Clinical trials have shown that simultaneous stimulation of the retina has effects on the quality and brightness of the phosphenes elicited by retinal neurostimulation.
30 Shivdasani et al.
10 showed how concurrent multielectrode stimulation, wherein the division of current at different locations was determined by the respective electrode impedances, requires a lower activation threshold in a feline model.
10 However, neural responses produced by stimulation at one site can be distorted by stimuli from different locations as has been found in the case of cochlear implants.
31 In this vein, the present study sheds light on the effects of a concomitant interfering stimulus delivered at a different location by means of independent current sources – in this case using normally sighted cats. Further experiments should consider the use of animals with retinal degeneration or the delivery of intravitreal synaptic blockers.
32
It is clear that hexapolar stimulation provides an efficacious means of isolating concomitant stimulation even for high-current stimuli.
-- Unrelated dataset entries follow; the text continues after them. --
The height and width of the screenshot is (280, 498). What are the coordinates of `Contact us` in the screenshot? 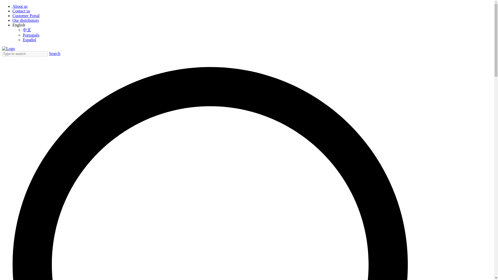 It's located at (21, 11).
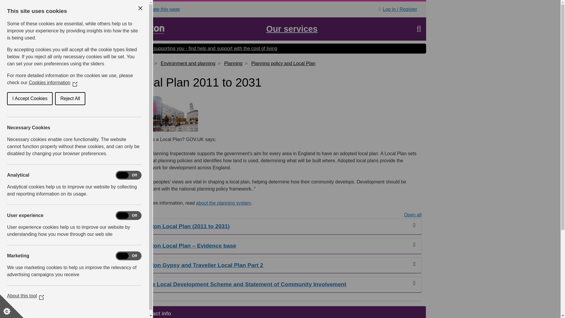  Describe the element at coordinates (154, 29) in the screenshot. I see `Luton Borough Council` at that location.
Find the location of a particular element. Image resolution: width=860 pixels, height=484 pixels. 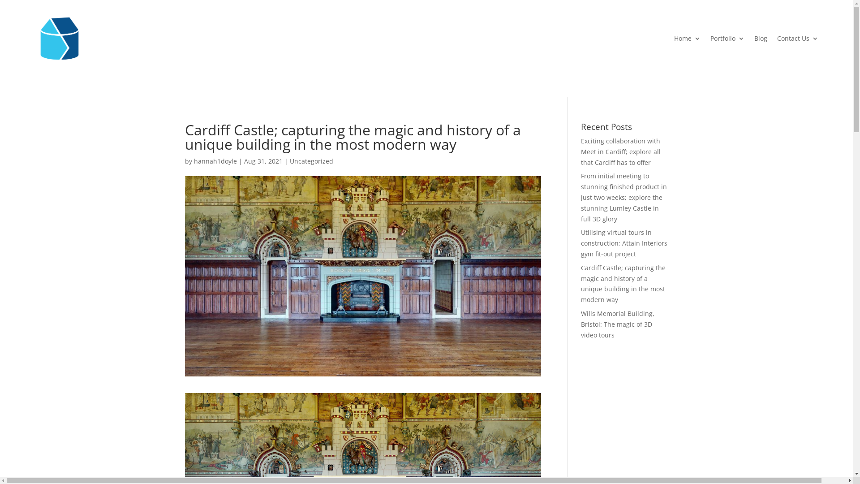

hannah1doyle is located at coordinates (215, 161).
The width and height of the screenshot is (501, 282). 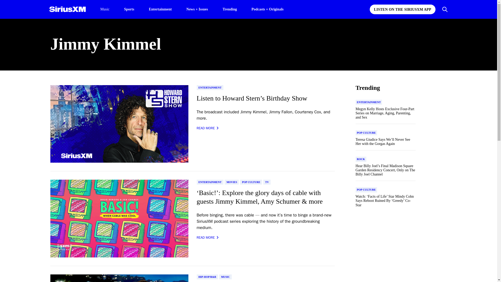 What do you see at coordinates (160, 9) in the screenshot?
I see `Entertainment` at bounding box center [160, 9].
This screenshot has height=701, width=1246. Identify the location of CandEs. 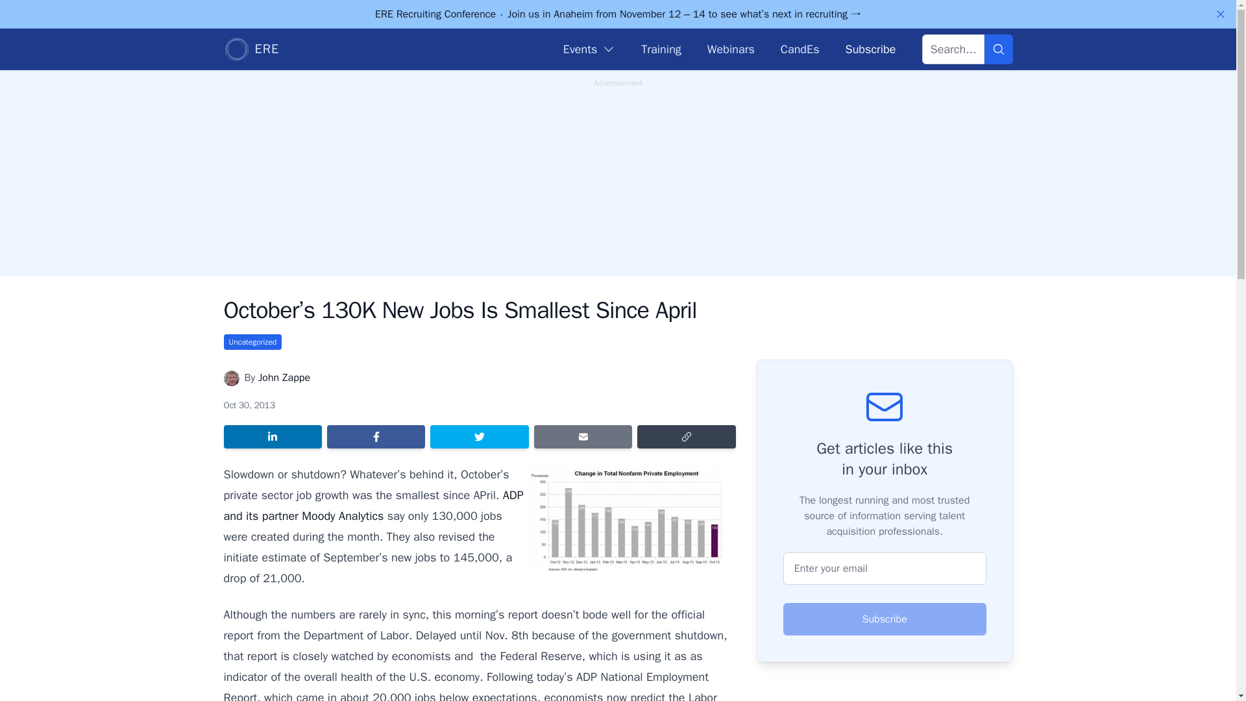
(800, 49).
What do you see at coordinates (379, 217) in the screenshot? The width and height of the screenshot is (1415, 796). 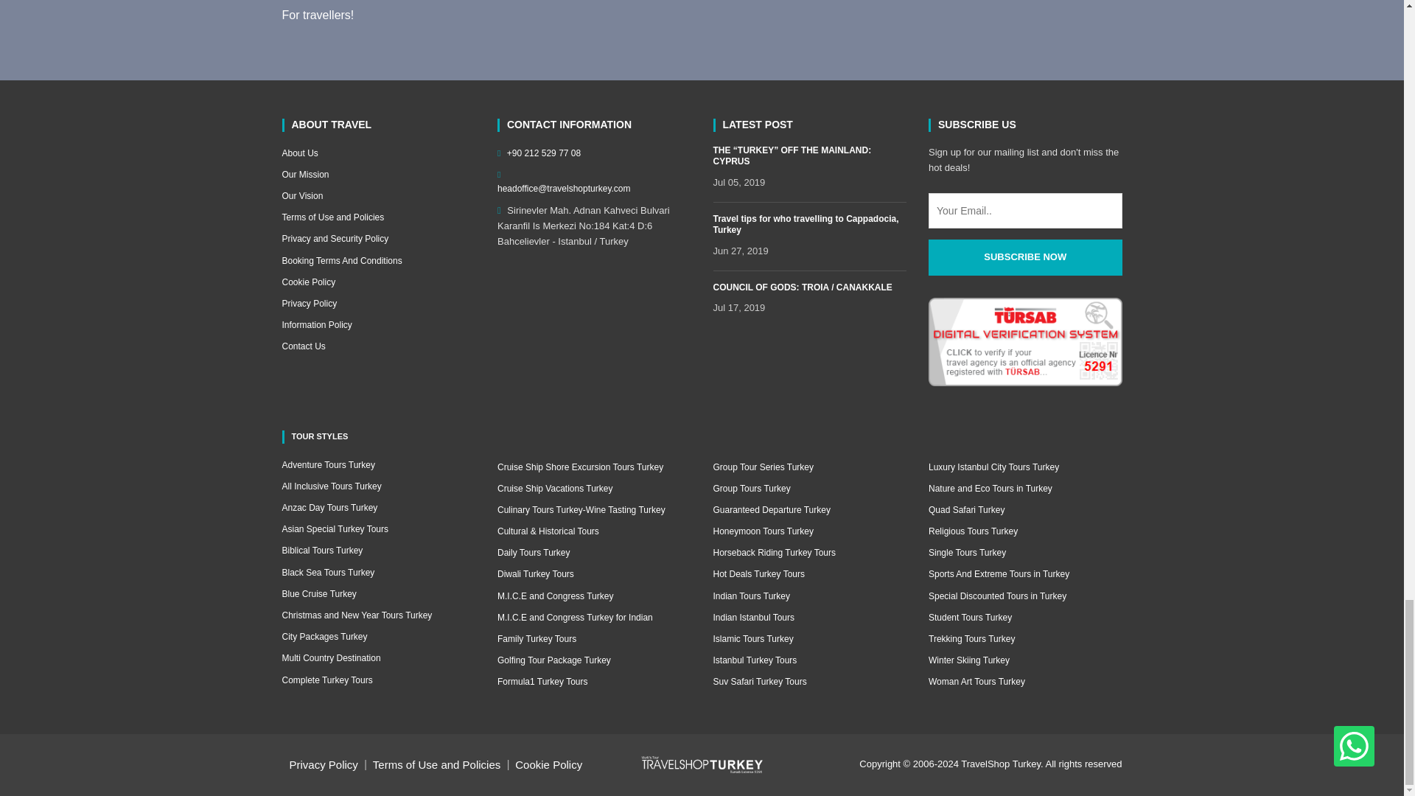 I see `Terms of Use and Policies` at bounding box center [379, 217].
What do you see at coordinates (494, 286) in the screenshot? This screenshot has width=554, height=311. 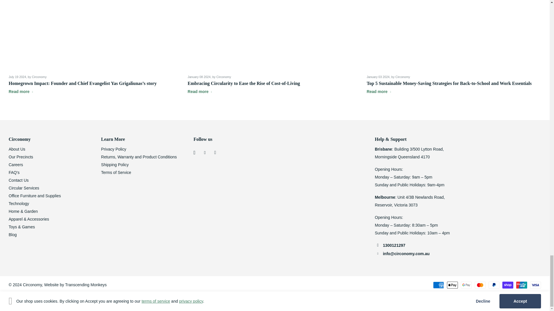 I see `PayPal` at bounding box center [494, 286].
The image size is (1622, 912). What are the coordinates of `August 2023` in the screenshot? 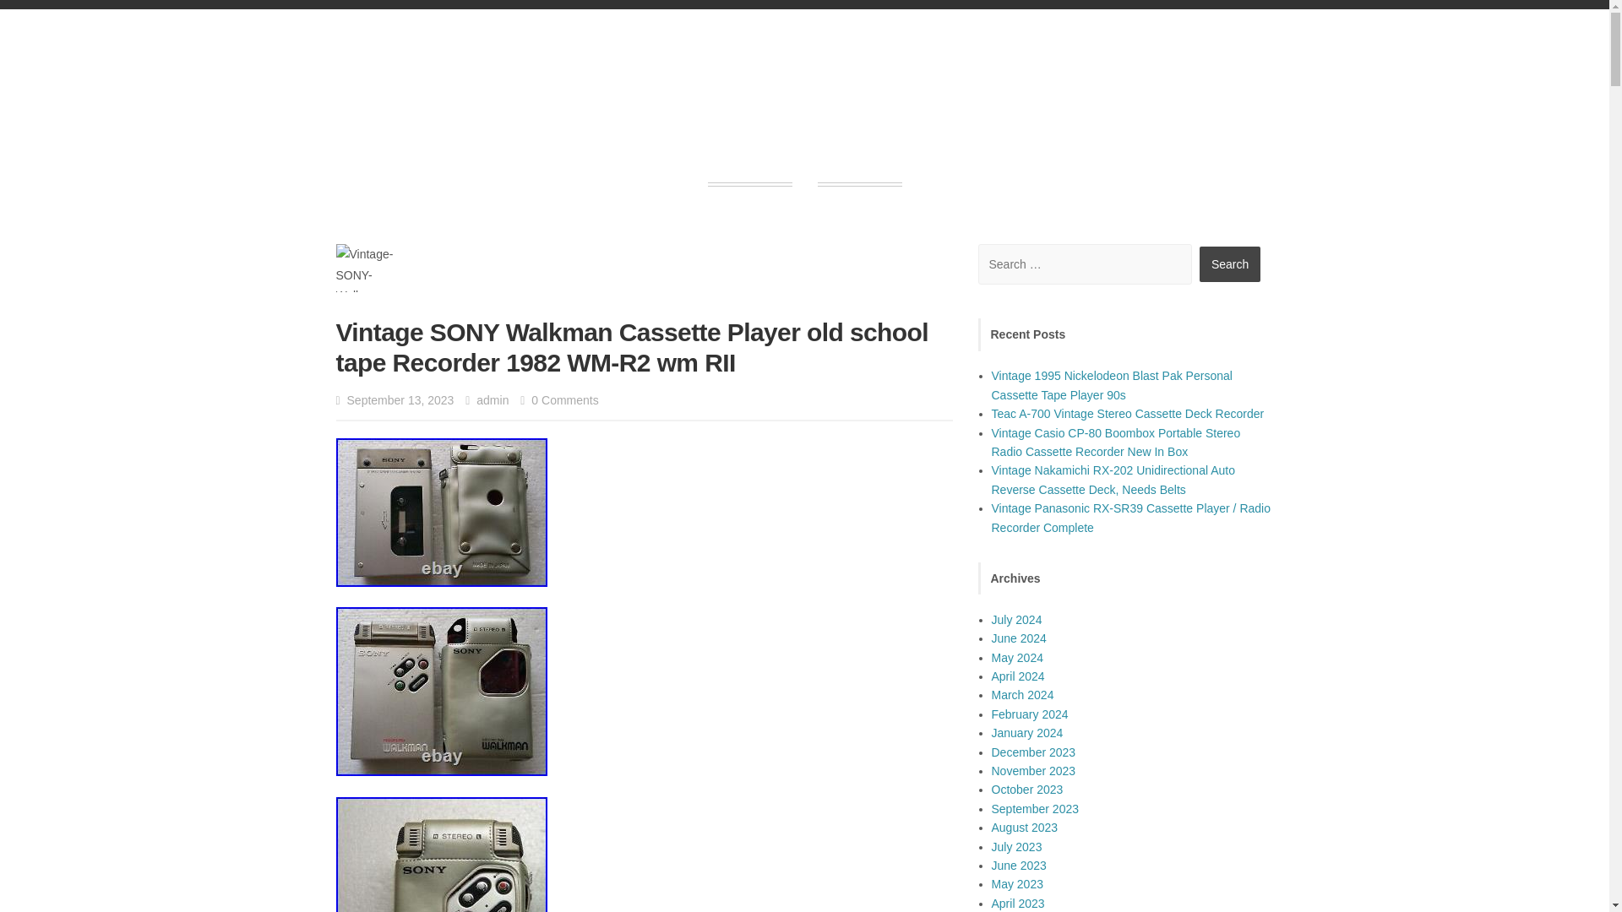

In stark contrast to hexapolar interference, significant cross-talk was observed from monopolar interfering currents as small as 25 μA, as illustrated in
Figure 6. When an interfering monopolar stimulus was delivered at the ISS, a drop of the
P50 value of approximately 20% of the interfering level was observed, a finding that is consistent with previously reported results in humans.
30 The effect of the monopolar interference was similar regardless of the return configuration at the PSS. Previous computational models
11 highlighted the pros and cons of interfering stimulation. On the one hand field summation may contribute to decrease activation thresholds.
33 On the other hand excessive cross-talk levels can have a negative effect on visual acuity when delivering parallel stimulation if concomitant stimuli are supra-threshold. Although this study has considered interfering current levels above threshold, reduction of threshold levels will be beneficial if the stimulus remains subthreshold at the ISS. Otherwise, a variation in the cortical activation maps is expected as a consequence of neural interference.
8
In a previous study, the QMP stimulation paradigm was presented whereby return current was shared between a distant monopolar electrode and a surrounding hexapolar guard.
9 The QMP approach possessed the low-threshold characteristics of monopolar stimulation and the contained and focused retinal activation of hexapolar stimulation. Note that in this study, a similar scenario was presented where concurrent monopolar stimuli were delivered at a different location. The distance between the PSS and ISS electrode locations was effectively between the centers of two adjacent hexagons; that is, 1.63 mm when both hexagons had a parallel side as in
Figure 3, and
2.19 mm when hexagons were chosen with facing vertices. Perhaps the most significant finding of this study stems from the observation that monopolar interference produced, in effect, a QMP stimulation even though the monopolar component of the QMP came from a distant and separate source to that of the intended stimulation electrode. Moreover, as mentioned above, the beneficial influence of the interfering electrode could be observed across a distance of at least 2.19 mm. Computational models have suggested a wide spread of the stimulating electric field,
11 which does not have an activation effect on the distant neural targets as in this study – it only contributes to that activation. The axons of distant RGCs may extend over an area of stronger field overlapping, hence being exposed to a reinforced cross-talk effect. Please note that owing to proximity to neural targets, this suprachoroidal approach may produce the least pronounced effect of the three retinal approaches, that is, epiretinal, subretinal, and suprachoroidal implants. As this effect would logically produce a broad field that is distributed radially from the interfering electrode, it follows that it would influence many stimulation sites simultaneously. In other words, a significant proportion of the required charge to reach threshold at multiple stimulation sites could be supplied from a single, subthreshold monopolar source reducing the need for individual electrodes to carry the full stimulus charge. This effect could lead to more efficient stimulation, reduced implant power consumption, and the potential to reduce the charge-carrying capacity requirements of individual electrodes, thereby facilitating smaller, more densely packed electrode arrays with diminished risk of reaching electrochemical limitations at the individual electrode-tissue interfaces.